Finding a sustainable competitive advantage in a company's business is important, as is valuation. Finding one is not something an investor can take advantage of unless they can buy shares at the right price. Opportunities don't come along often. Not even every year. An investor needs a significant margin of safety to ensure that the price paid is right. This requires a price decline that is the result of recurring events in the stock market, in a single industry, or in a single company's business. Each of these events has unique effects on the stock prices of individual companies. Understanding and recognizing the following events will help you get shares at the right price:
1. Bear/Boom Market Cycles
2. Business Recessions
3. Single Major Setbacks in Business or Society
4. Structural Changes
5. Wars
Buffett takes advantage of price declines to buy shares. He understands that investors need them to buy great businesses at reasonable prices. A bear market is the best time to buy shares. In addition, Buffett buys businesses when investors experience a temporary panic or a temporary downward correction in stock prices during a bull market. A bear market is generally considered to be a situation where the market has fallen 20% or more from the previous peak.
According to my sources, according to Buffett's definition, bear markets require a larger price decline from the peaks. During his lifetime, there have been price declines in the early 1930s, the early 1970s, the late 1990s, and 2008/2009. In each bear market, prices have corrected tens of percent after a large price increase. Large price declines create the best situations for buying. In bear markets, you can buy the businesses of companies that benefit from a permanent competitive advantage cheaply. These peak opportunities are rarely taken advantage of.
The bear markets defined by Buffett are rare, so an investor cannot rely solely on them to expect reasonable prices. In addition, investors should be prepared for moments when the market panics for a short period of time. These moments rarely lead to changes in the profitability of the business. The best individual buying moments come when short-term market panics combine with bad news about the company's business, such as a momentary drop in earnings.
All bull markets end and a decline in prices begins. At true peaks, P/E ratios have increased from single digits to at least thirty. Eventually, the stock prices of companies whose results do not improve experience a significant increase in price. Eventually, the investment community announces that results do not matter. The result can be a bursting of a stock bubble or a long and steep decline in prices. A bear market is fast compared to a bull market, so it takes a long time for collapsing prices to return to their previous peaks.
Industry downturns offer good buying moments. When the entire industry suffers, the stock price of each company falls. The depth and length of recessions vary. A recession can lead to major difficulties or a temporary drop in profits. It helps the best companies in the long run while the worst ones are destroyed. The best companies get to buy the most profitable businesses of the worst ones at a deep discount or replace them with their own. All industries have their own cycles, so investors can prepare for the bottoms of cycles.
Sometimes even great companies make stupid mistakes that generate losses or something unexpected happens to them, such as a serious illness of the CEO. These can lead to price drops that are usually too large for the damage. Your task is to assess whether this is an isolated event or whether it causes irreversible damage to the business. A company with a lasting competitive advantage will almost always overcome such difficulties. Such losses come from lawsuits, such as price cartels.
Structural changes, such as mergers, takeovers or the establishment of new factories, can produce temporary and unexpected losses. Large project schedules sometimes get stretched. They cause a short-term decline in earnings. Investors may interpret the changes as permanent, even though they appear as earnings improvements over a longer period. This is not always the case, so investors cannot assume that this will be the case.
The threat of war can cause investors to panic. It causes them uncertainty and fear of a major armed incident. The threat of war often causes a market-wide price reaction, which causes investors to collect cash by selling their shares, leading to a temporary market disruption. Most threats do not materialize.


**What you have to do:** Filter the data for "keying" and copy matching lines.

**The input:**
..........
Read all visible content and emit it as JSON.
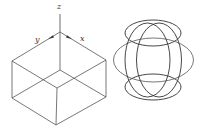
{
  "diagram": {
    "left_figure": {
      "type": "isometric-box-with-axes",
      "axis_labels": {
        "z": "z",
        "y": "y",
        "x": "x"
      },
      "stroke_color": "#444444"
    },
    "right_figure": {
      "type": "overlapping-ellipses",
      "stroke_color": "#333333"
    }
  }
}
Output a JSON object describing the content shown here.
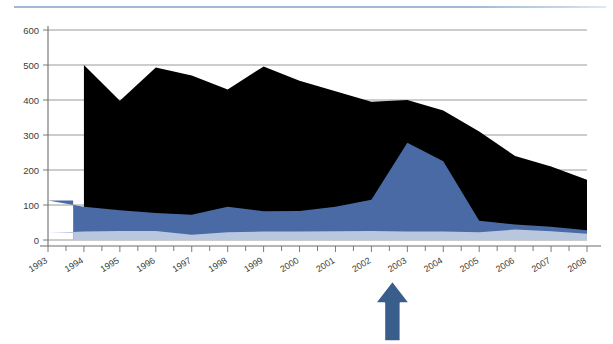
{
  "figure": {
    "background_color": "#ffffff",
    "top_rule_color": "#9fb9d4",
    "width": 613,
    "height": 344
  },
  "annotation": {
    "arrow": {
      "name": "up-arrow-annotation",
      "color": "#3a5e8c",
      "outline_color": "#ffffff",
      "points_at_year": "2002",
      "direction": "up"
    }
  },
  "chart_data": {
    "type": "area",
    "stacked": true,
    "title": "",
    "subtitle": "",
    "xlabel": "",
    "ylabel": "",
    "categories": [
      "1993",
      "1994",
      "1995",
      "1996",
      "1997",
      "1998",
      "1999",
      "2000",
      "2001",
      "2002",
      "2003",
      "2004",
      "2005",
      "2006",
      "2007",
      "2008"
    ],
    "x": [
      1993,
      1994,
      1995,
      1996,
      1997,
      1998,
      1999,
      2000,
      2001,
      2002,
      2003,
      2004,
      2005,
      2006,
      2007,
      2008
    ],
    "ylim": [
      0,
      600
    ],
    "xlim": [
      1993,
      2008
    ],
    "yticks": [
      0,
      100,
      200,
      300,
      400,
      500,
      600
    ],
    "ytick_labels": [
      "0",
      "100",
      "200",
      "300",
      "400",
      "500",
      "600"
    ],
    "xtick_labels": [
      "1993",
      "1994",
      "1995",
      "1996",
      "1997",
      "1998",
      "1999",
      "2000",
      "2001",
      "2002",
      "2003",
      "2004",
      "2005",
      "2006",
      "2007",
      "2008"
    ],
    "xtick_label_rotation_deg": -32,
    "grid": true,
    "grid_axis": "y",
    "legend": false,
    "legend_position": "none",
    "data_start_year": 1993.7,
    "series": [
      {
        "name": "series-bottom",
        "color": "#b9c7de",
        "stack_order": 1,
        "values": [
          20,
          24,
          26,
          26,
          15,
          22,
          24,
          24,
          25,
          26,
          24,
          24,
          22,
          30,
          25,
          18
        ]
      },
      {
        "name": "series-middle",
        "color": "#4a6aa5",
        "stack_order": 2,
        "values": [
          93,
          71,
          59,
          51,
          57,
          73,
          58,
          59,
          70,
          89,
          254,
          201,
          33,
          14,
          13,
          10
        ]
      },
      {
        "name": "series-top",
        "color": "#000000",
        "stack_order": 3,
        "values": [
          0,
          405,
          313,
          416,
          398,
          335,
          414,
          372,
          330,
          280,
          122,
          145,
          255,
          196,
          172,
          144
        ]
      }
    ],
    "cumulative_totals": {
      "series-bottom": [
        20,
        24,
        26,
        26,
        15,
        22,
        24,
        24,
        25,
        26,
        24,
        24,
        22,
        30,
        25,
        18
      ],
      "series-middle": [
        113,
        95,
        85,
        77,
        72,
        95,
        82,
        83,
        95,
        115,
        278,
        225,
        55,
        44,
        38,
        28
      ],
      "series-top": [
        113,
        500,
        398,
        493,
        470,
        430,
        496,
        455,
        425,
        395,
        400,
        370,
        310,
        240,
        210,
        172
      ]
    }
  }
}
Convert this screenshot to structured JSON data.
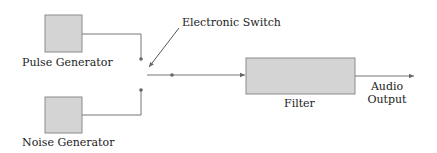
{
  "diagram": {
    "type": "block-diagram",
    "blocks": [
      {
        "id": "pulse",
        "label": "Pulse Generator"
      },
      {
        "id": "noise",
        "label": "Noise Generator"
      },
      {
        "id": "filter",
        "label": "Filter"
      }
    ],
    "annotations": {
      "switch_label": "Electronic Switch",
      "output_label_line1": "Audio",
      "output_label_line2": "Output"
    },
    "colors": {
      "block_fill": "#d4d4d4",
      "block_stroke": "#8c8c8c",
      "line": "#777777"
    }
  }
}
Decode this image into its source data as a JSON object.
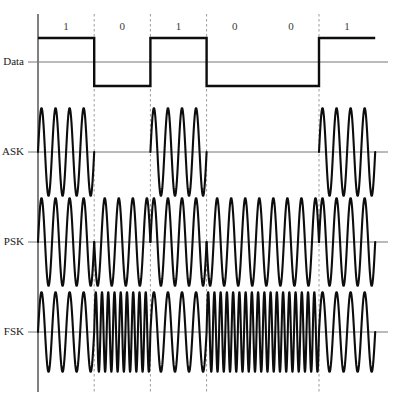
{
  "figure": {
    "bit_sequence": [
      1,
      0,
      1,
      0,
      0,
      1
    ],
    "bit_labels": [
      "1",
      "0",
      "1",
      "0",
      "0",
      "1"
    ],
    "axis_label": "t",
    "colors": {
      "wave": "#0d0d0d",
      "baseline": "#777777",
      "vertical_axis": "#808080",
      "gridline": "#9a9a9a",
      "background": "#ffffff"
    },
    "rows": [
      {
        "label": "Data",
        "name": "data"
      },
      {
        "label": "ASK",
        "name": "ask"
      },
      {
        "label": "PSK",
        "name": "psk"
      },
      {
        "label": "FSK",
        "name": "fsk"
      }
    ]
  },
  "chart_data": {
    "type": "line",
    "xlabel": "t",
    "ylabel": "",
    "grid": true,
    "legend": null,
    "bit_sequence": [
      1,
      0,
      1,
      0,
      0,
      1
    ],
    "bit_labels": [
      "1",
      "0",
      "1",
      "0",
      "0",
      "1"
    ],
    "bit_count": 6,
    "plot_x_start": 38,
    "plot_x_end": 375,
    "bit_width": 56.2,
    "bit_boundaries_px": [
      38,
      94.2,
      150.4,
      206.6,
      262.8,
      319.0,
      375.2
    ],
    "gridlines_px": [
      94.2,
      150.4,
      206.6,
      319.0
    ],
    "series": [
      {
        "name": "Data",
        "type": "square",
        "high_level": 1,
        "low_level": -1,
        "values": [
          1,
          0,
          1,
          0,
          0,
          1
        ],
        "baseline_y": 62,
        "amplitude_px": 24
      },
      {
        "name": "ASK",
        "type": "amplitude-shift-keying",
        "carrier_cycles_per_bit": 4,
        "amplitude_for_one": 1,
        "amplitude_for_zero": 0,
        "values": [
          1,
          0,
          1,
          0,
          0,
          1
        ],
        "baseline_y": 152,
        "amplitude_px": 44
      },
      {
        "name": "PSK",
        "type": "phase-shift-keying",
        "carrier_cycles_per_bit": 4,
        "phase_for_one_deg": 0,
        "phase_for_zero_deg": 180,
        "values": [
          1,
          0,
          1,
          0,
          0,
          1
        ],
        "baseline_y": 242,
        "amplitude_px": 44
      },
      {
        "name": "FSK",
        "type": "frequency-shift-keying",
        "cycles_per_bit_for_one": 4,
        "cycles_per_bit_for_zero": 9,
        "values": [
          1,
          0,
          1,
          0,
          0,
          1
        ],
        "baseline_y": 332,
        "amplitude_px": 40
      }
    ]
  }
}
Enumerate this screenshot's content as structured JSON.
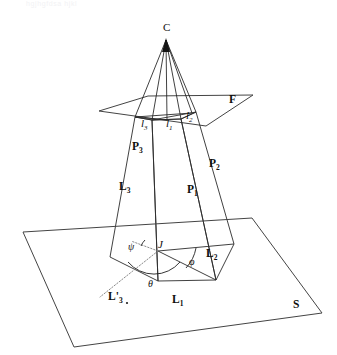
{
  "figure": {
    "caption_faint": "hgjhgfdsa hjkl",
    "background_color": "#ffffff",
    "line_color": "#2b2b2b",
    "dotted_color": "#7a7a7a"
  },
  "labels": {
    "camera_center": "C",
    "focal_plane": "F",
    "scene_plane": "S",
    "junction": "J",
    "image_lines": [
      {
        "base": "l",
        "sub": "3"
      },
      {
        "base": "l",
        "sub": "1"
      },
      {
        "base": "l",
        "sub": "2"
      }
    ],
    "planes": [
      {
        "base": "P",
        "sub": "1"
      },
      {
        "base": "P",
        "sub": "2"
      },
      {
        "base": "P",
        "sub": "3"
      }
    ],
    "scene_lines": [
      {
        "base": "L",
        "sub": "1"
      },
      {
        "base": "L",
        "sub": "2"
      },
      {
        "base": "L",
        "sub": "3"
      },
      {
        "base": "L'",
        "sub": "3"
      }
    ],
    "angles": {
      "phi": "φ",
      "theta": "θ",
      "psi": "ψ"
    }
  }
}
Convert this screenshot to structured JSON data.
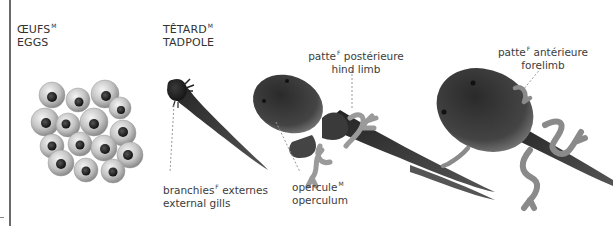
{
  "stages": [
    {
      "id": "eggs",
      "title_fr": "ŒUFS",
      "title_fr_gender": "M",
      "title_en": "EGGS"
    },
    {
      "id": "tadpole",
      "title_fr": "TÊTARD",
      "title_fr_gender": "M",
      "title_en": "TADPOLE"
    }
  ],
  "labels": {
    "external_gills": {
      "fr": "branchies",
      "fr_gender": "F",
      "fr_suffix": " externes",
      "en": "external gills"
    },
    "operculum": {
      "fr": "opercule",
      "fr_gender": "M",
      "en": "operculum"
    },
    "hind_limb": {
      "fr": "patte",
      "fr_gender": "F",
      "fr_suffix": " postérieure",
      "en": "hind limb"
    },
    "forelimb": {
      "fr": "patte",
      "fr_gender": "F",
      "fr_suffix": " antérieure",
      "en": "forelimb"
    }
  },
  "colors": {
    "background": "#ffffff",
    "text": "#3a3a3a",
    "border": "#6a6a6a",
    "egg_shell": "#c8c8c8",
    "egg_core": "#1a1a1a",
    "tadpole_dark": "#1c1c1c",
    "limb_gray": "#9a9a9a"
  }
}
..........
**Response box:**
        "type": "amplitude-shift-keying",
        "type": "phase-shift-keying",
        "type": "frequency-shift-keying",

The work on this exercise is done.